## [WHAT IS NEEDED]
Starting at the top line, return each entry word for word.

[Items from a data source]
Content starts

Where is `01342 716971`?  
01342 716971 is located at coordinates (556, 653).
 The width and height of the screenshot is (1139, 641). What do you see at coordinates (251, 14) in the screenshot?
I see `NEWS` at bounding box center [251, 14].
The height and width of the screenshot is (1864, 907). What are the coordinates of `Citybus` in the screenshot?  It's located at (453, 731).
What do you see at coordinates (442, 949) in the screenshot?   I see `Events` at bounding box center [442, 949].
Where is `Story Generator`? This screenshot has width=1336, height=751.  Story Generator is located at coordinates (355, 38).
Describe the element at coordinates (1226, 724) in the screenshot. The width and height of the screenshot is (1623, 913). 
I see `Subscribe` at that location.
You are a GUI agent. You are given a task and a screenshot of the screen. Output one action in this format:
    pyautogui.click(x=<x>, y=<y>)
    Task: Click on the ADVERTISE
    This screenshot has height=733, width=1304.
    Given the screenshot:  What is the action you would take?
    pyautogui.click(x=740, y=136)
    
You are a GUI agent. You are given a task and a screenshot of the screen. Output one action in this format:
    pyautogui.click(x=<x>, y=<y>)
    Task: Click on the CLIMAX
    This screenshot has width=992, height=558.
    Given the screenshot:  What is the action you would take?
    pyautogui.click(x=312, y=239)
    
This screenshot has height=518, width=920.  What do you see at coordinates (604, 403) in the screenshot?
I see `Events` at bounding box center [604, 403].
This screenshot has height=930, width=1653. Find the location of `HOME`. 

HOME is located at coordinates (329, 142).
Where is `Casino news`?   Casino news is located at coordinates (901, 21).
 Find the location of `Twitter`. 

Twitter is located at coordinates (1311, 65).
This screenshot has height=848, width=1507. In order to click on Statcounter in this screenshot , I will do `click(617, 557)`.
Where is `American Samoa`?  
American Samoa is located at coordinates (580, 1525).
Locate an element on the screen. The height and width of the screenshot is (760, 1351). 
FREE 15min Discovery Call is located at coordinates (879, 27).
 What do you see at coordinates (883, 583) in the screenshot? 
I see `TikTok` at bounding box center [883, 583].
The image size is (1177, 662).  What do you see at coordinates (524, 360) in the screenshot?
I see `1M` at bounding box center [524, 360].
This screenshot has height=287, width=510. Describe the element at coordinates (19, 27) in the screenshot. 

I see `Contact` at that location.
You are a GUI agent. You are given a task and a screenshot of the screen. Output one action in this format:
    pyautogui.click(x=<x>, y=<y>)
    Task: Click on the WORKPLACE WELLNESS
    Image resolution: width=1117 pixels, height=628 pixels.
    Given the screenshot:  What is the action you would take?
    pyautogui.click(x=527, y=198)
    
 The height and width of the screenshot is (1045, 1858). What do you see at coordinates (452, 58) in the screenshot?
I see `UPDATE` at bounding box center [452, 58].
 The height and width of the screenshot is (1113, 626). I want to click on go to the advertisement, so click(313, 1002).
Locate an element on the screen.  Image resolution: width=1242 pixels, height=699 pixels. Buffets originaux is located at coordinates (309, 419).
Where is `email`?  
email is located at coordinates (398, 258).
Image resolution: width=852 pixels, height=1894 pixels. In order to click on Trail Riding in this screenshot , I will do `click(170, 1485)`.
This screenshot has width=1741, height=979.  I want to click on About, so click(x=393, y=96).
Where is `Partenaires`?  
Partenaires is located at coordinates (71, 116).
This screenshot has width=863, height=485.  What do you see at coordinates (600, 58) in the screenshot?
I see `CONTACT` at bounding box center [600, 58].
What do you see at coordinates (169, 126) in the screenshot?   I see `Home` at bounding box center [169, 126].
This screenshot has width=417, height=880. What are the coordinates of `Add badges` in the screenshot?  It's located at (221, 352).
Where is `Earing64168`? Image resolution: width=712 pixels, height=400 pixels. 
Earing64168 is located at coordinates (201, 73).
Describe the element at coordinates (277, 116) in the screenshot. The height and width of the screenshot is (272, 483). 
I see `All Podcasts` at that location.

Content ends

## [WRITTEN SOLUTION]
Where is `01342 716971`?  
01342 716971 is located at coordinates (556, 653).
 The width and height of the screenshot is (1139, 641). What do you see at coordinates (251, 14) in the screenshot?
I see `NEWS` at bounding box center [251, 14].
The height and width of the screenshot is (1864, 907). What are the coordinates of `Citybus` in the screenshot?  It's located at (453, 731).
What do you see at coordinates (442, 949) in the screenshot?   I see `Events` at bounding box center [442, 949].
Where is `Story Generator`? This screenshot has width=1336, height=751.  Story Generator is located at coordinates (355, 38).
Describe the element at coordinates (1226, 724) in the screenshot. The width and height of the screenshot is (1623, 913). 
I see `Subscribe` at that location.
You are a GUI agent. You are given a task and a screenshot of the screen. Output one action in this format:
    pyautogui.click(x=<x>, y=<y>)
    Task: Click on the ADVERTISE
    This screenshot has height=733, width=1304.
    Given the screenshot:  What is the action you would take?
    pyautogui.click(x=740, y=136)
    
You are a GUI agent. You are given a task and a screenshot of the screen. Output one action in this format:
    pyautogui.click(x=<x>, y=<y>)
    Task: Click on the CLIMAX
    This screenshot has width=992, height=558.
    Given the screenshot:  What is the action you would take?
    pyautogui.click(x=312, y=239)
    
This screenshot has height=518, width=920.  What do you see at coordinates (604, 403) in the screenshot?
I see `Events` at bounding box center [604, 403].
This screenshot has height=930, width=1653. Find the location of `HOME`. 

HOME is located at coordinates (329, 142).
Where is `Casino news`?   Casino news is located at coordinates (901, 21).
 Find the location of `Twitter`. 

Twitter is located at coordinates (1311, 65).
This screenshot has height=848, width=1507. In order to click on Statcounter in this screenshot , I will do `click(617, 557)`.
Where is `American Samoa`?  
American Samoa is located at coordinates (580, 1525).
Locate an element on the screen. The height and width of the screenshot is (760, 1351). 
FREE 15min Discovery Call is located at coordinates (879, 27).
 What do you see at coordinates (883, 583) in the screenshot? 
I see `TikTok` at bounding box center [883, 583].
The image size is (1177, 662).  What do you see at coordinates (524, 360) in the screenshot?
I see `1M` at bounding box center [524, 360].
This screenshot has height=287, width=510. Describe the element at coordinates (19, 27) in the screenshot. 

I see `Contact` at that location.
You are a GUI agent. You are given a task and a screenshot of the screen. Output one action in this format:
    pyautogui.click(x=<x>, y=<y>)
    Task: Click on the WORKPLACE WELLNESS
    Image resolution: width=1117 pixels, height=628 pixels.
    Given the screenshot:  What is the action you would take?
    pyautogui.click(x=527, y=198)
    
 The height and width of the screenshot is (1045, 1858). What do you see at coordinates (452, 58) in the screenshot?
I see `UPDATE` at bounding box center [452, 58].
 The height and width of the screenshot is (1113, 626). I want to click on go to the advertisement, so click(313, 1002).
Locate an element on the screen.  Image resolution: width=1242 pixels, height=699 pixels. Buffets originaux is located at coordinates (309, 419).
Where is `email`?  
email is located at coordinates (398, 258).
Image resolution: width=852 pixels, height=1894 pixels. In order to click on Trail Riding in this screenshot , I will do `click(170, 1485)`.
This screenshot has width=1741, height=979.  I want to click on About, so click(x=393, y=96).
Where is `Partenaires`?  
Partenaires is located at coordinates (71, 116).
This screenshot has width=863, height=485.  What do you see at coordinates (600, 58) in the screenshot?
I see `CONTACT` at bounding box center [600, 58].
What do you see at coordinates (169, 126) in the screenshot?   I see `Home` at bounding box center [169, 126].
This screenshot has width=417, height=880. What are the coordinates of `Add badges` in the screenshot?  It's located at (221, 352).
Where is `Earing64168`? Image resolution: width=712 pixels, height=400 pixels. 
Earing64168 is located at coordinates (201, 73).
Describe the element at coordinates (277, 116) in the screenshot. The height and width of the screenshot is (272, 483). 
I see `All Podcasts` at that location.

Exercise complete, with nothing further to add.